On Saturday afternoon, McGarvey told her mom she was going with them to the orchard.

“My first thought was how is this going to happen?” Koch said. “I hadn’t been out of the house since the beginning of August.”

She had resigned herself to missing the trip.

“It’s a different season of my life,” she said. “That’s what I thought about the whole thing. A different season. A new normal. You can get used to it or you can buck it. I’d rather get used to it.”

When her daughter explained they had lined up an ambulance to transport her, Koch realized it was time to get ready. She traded her sweatsuit for a pair of slacks and a powder-blue sweater.

“Then, I was happy,” she said.

A group of orchard-goers assembled, including Koch’s close friend, Carol Parks, her granddaughter Jessica, with her sons, Aiden and Jackson, and her grandson Burton, with his girlfriend Racheal Gaffney and their children, Burton and Sophia.

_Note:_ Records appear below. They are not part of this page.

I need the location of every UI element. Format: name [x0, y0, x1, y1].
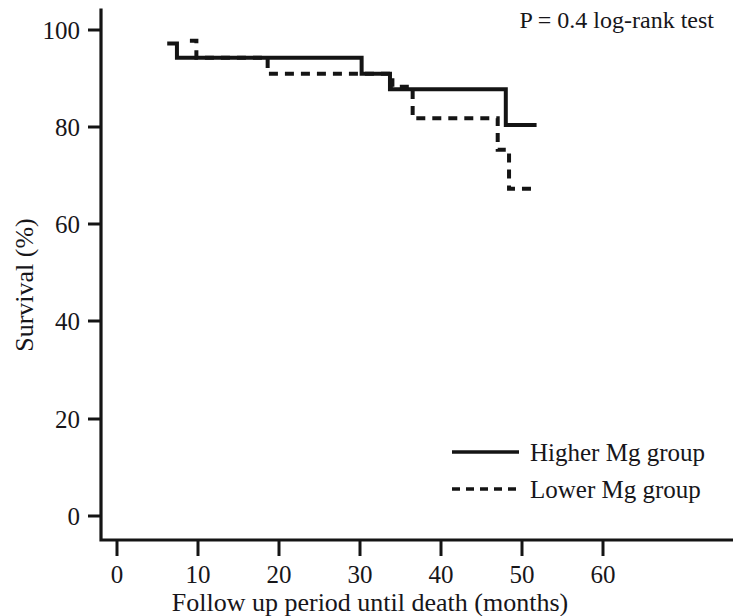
x-axis-ticks [117, 540, 603, 556]
y-tick-label-80: 80 [55, 114, 80, 141]
x-tick-label-20: 20 [267, 561, 292, 588]
legend-label-lower-mg: Lower Mg group [530, 476, 701, 503]
x-axis-tick-labels: 0 10 20 30 40 50 60 [111, 561, 616, 588]
y-tick-label-20: 20 [55, 406, 80, 433]
chart-canvas: 100 80 60 40 20 0 0 10 20 30 40 50 60 [0, 0, 733, 616]
x-tick-label-10: 10 [186, 561, 211, 588]
x-axis-title: Follow up period until death (months) [172, 588, 568, 616]
p-value-annotation: P = 0.4 log-rank test [519, 7, 714, 33]
y-tick-label-0: 0 [68, 503, 81, 530]
y-axis-title: Survival (%) [10, 218, 39, 352]
y-tick-label-100: 100 [43, 17, 81, 44]
chart-legend: Higher Mg group Lower Mg group [452, 439, 705, 503]
x-tick-label-0: 0 [111, 561, 124, 588]
y-tick-label-60: 60 [55, 211, 80, 238]
x-tick-label-50: 50 [510, 561, 535, 588]
y-tick-label-40: 40 [55, 308, 80, 335]
y-axis-ticks [88, 30, 101, 516]
x-tick-label-30: 30 [348, 561, 373, 588]
y-axis-tick-labels: 100 80 60 40 20 0 [43, 17, 81, 530]
legend-label-higher-mg: Higher Mg group [530, 439, 705, 466]
x-tick-label-60: 60 [591, 561, 616, 588]
x-tick-label-40: 40 [429, 561, 454, 588]
survival-chart-figure: 100 80 60 40 20 0 0 10 20 30 40 50 60 [0, 0, 733, 616]
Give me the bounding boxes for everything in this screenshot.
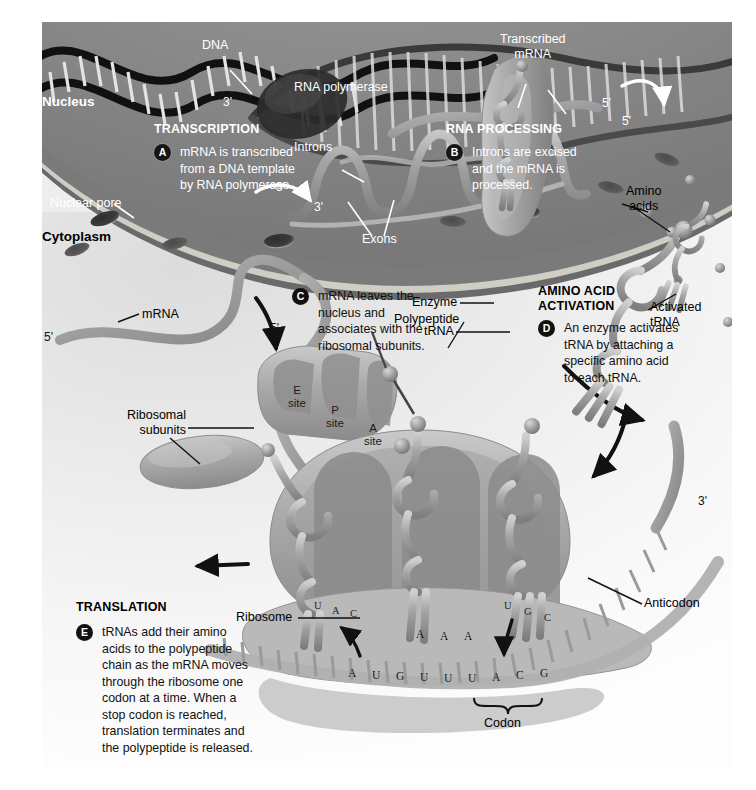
mrna-base-1: U xyxy=(372,669,380,681)
anticodon-a-base-0: U xyxy=(504,600,512,611)
e-site-label: E site xyxy=(282,384,312,409)
prime-mrna-five-ribosome: 5' xyxy=(270,321,279,335)
callout-activated-trna: Activated tRNA xyxy=(650,300,701,331)
anticodon-p-base-0: A xyxy=(416,628,424,640)
anticodon-e-base-2: C xyxy=(350,608,357,619)
compartment-label-nucleus: Nucleus xyxy=(42,94,95,110)
mrna-base-6: A xyxy=(492,671,500,683)
callout-dna: DNA xyxy=(202,38,228,53)
prime-mrna-three-right: 3' xyxy=(698,494,707,508)
callout-introns: Introns xyxy=(294,140,332,155)
heading-translation: TRANSLATION xyxy=(76,600,167,615)
step-badge-a: A xyxy=(154,144,171,161)
mrna-base-4: U xyxy=(444,672,452,684)
callout-enzyme: Enzyme xyxy=(412,295,457,310)
illustration-canvas: Nucleus Cytoplasm TRANSCRIPTION A mRNA i… xyxy=(42,22,732,768)
step-body-e: tRNAs add their amino acids to the polyp… xyxy=(102,624,302,756)
callout-ribosomal-subunits: Ribosomal subunits xyxy=(90,408,186,439)
step-badge-e: E xyxy=(76,624,93,641)
step-badge-d: D xyxy=(538,320,555,337)
prime-dna-three: 3' xyxy=(223,95,232,109)
prime-transcript-five-1: 5' xyxy=(602,96,611,110)
callout-mrna: mRNA xyxy=(142,307,179,322)
prime-mrna-five-left: 5' xyxy=(44,330,53,344)
prime-intron-three-1: 3' xyxy=(276,180,285,194)
step-body-d: An enzyme activates tRNA by attaching a … xyxy=(564,320,729,386)
step-body-a: mRNA is transcribed from a DNA template … xyxy=(180,144,360,194)
mrna-base-5: U xyxy=(468,672,476,684)
anticodon-e-base-1: A xyxy=(332,605,340,616)
p-site-label: P site xyxy=(320,404,350,429)
protein-synthesis-figure: Nucleus Cytoplasm TRANSCRIPTION A mRNA i… xyxy=(0,0,756,790)
callout-codon: Codon xyxy=(484,716,521,731)
mrna-base-3: U xyxy=(420,671,428,683)
callout-transcribed-mrna: Transcribed mRNA xyxy=(500,32,566,63)
e-site-line1: E xyxy=(293,384,301,396)
anticodon-a-base-2: C xyxy=(544,612,551,623)
callout-polypeptide: Polypeptide xyxy=(394,312,459,327)
a-site-line2: site xyxy=(364,435,382,447)
heading-transcription: TRANSCRIPTION xyxy=(154,122,259,137)
anticodon-p-base-1: A xyxy=(440,630,448,642)
e-site-line2: site xyxy=(288,397,306,409)
mrna-base-8: G xyxy=(540,667,548,679)
anticodon-a-base-1: G xyxy=(524,606,532,617)
a-site-label: A site xyxy=(358,422,388,447)
heading-rna-processing: RNA PROCESSING xyxy=(446,122,562,137)
mrna-base-2: G xyxy=(396,670,404,682)
anticodon-p-base-2: A xyxy=(464,630,472,642)
callout-nuclear-pore: Nuclear pore xyxy=(50,196,122,211)
p-site-line2: site xyxy=(326,417,344,429)
step-body-b: Introns are excised and the mRNA is proc… xyxy=(472,144,642,194)
step-badge-b: B xyxy=(446,144,463,161)
callout-rna-polymerase: RNA polymerase xyxy=(294,80,388,95)
prime-transcript-five-2: 5' xyxy=(622,114,631,128)
step-badge-c: C xyxy=(292,288,309,305)
callout-anticodon: Anticodon xyxy=(644,596,700,611)
callout-exons: Exons xyxy=(362,232,397,247)
a-site-line1: A xyxy=(369,422,377,434)
callout-amino-acids: Amino acids xyxy=(626,184,661,215)
prime-intron-three-2: 3' xyxy=(314,200,323,214)
callout-ribosome: Ribosome xyxy=(236,610,292,625)
compartment-label-cytoplasm: Cytoplasm xyxy=(42,229,111,245)
heading-amino-acid-activation: AMINO ACID ACTIVATION xyxy=(538,284,615,314)
mrna-base-0: A xyxy=(348,667,356,679)
anticodon-e-base-0: U xyxy=(314,600,322,611)
p-site-line1: P xyxy=(331,404,339,416)
mrna-base-7: C xyxy=(516,669,524,681)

At the orchard, they enjoyed cider and doughnuts under gloriously sunny skies, admired fall flowers in bloom and shopped for just the right sauce for dipping pretzels. Koch said she wasn’t up for apple picking, but the day clearly was a success.

At home, once she changed back into comfy clothes, Koch told her daughter, “That was the best day in a long time.”

That quality-of-life moment is what hospice is all about, Fredricks said.

“A lot of the time people think hospice is, ‘I’m going to die soon.’ But there is so much more behind it,” she said. “We can make things happen, those last hurrahs that people want.”

For Koch’s family, the joy extended far beyond the pleasures of cider, doughnuts and sunshine, as sweet as they are.

“It meant the world for us to be able to continue that tradition with Grandma and not miss a year,” Jessica said. “It made all these new changes in her life seem to disappear. And for a moment in time, we were all just back to normal.”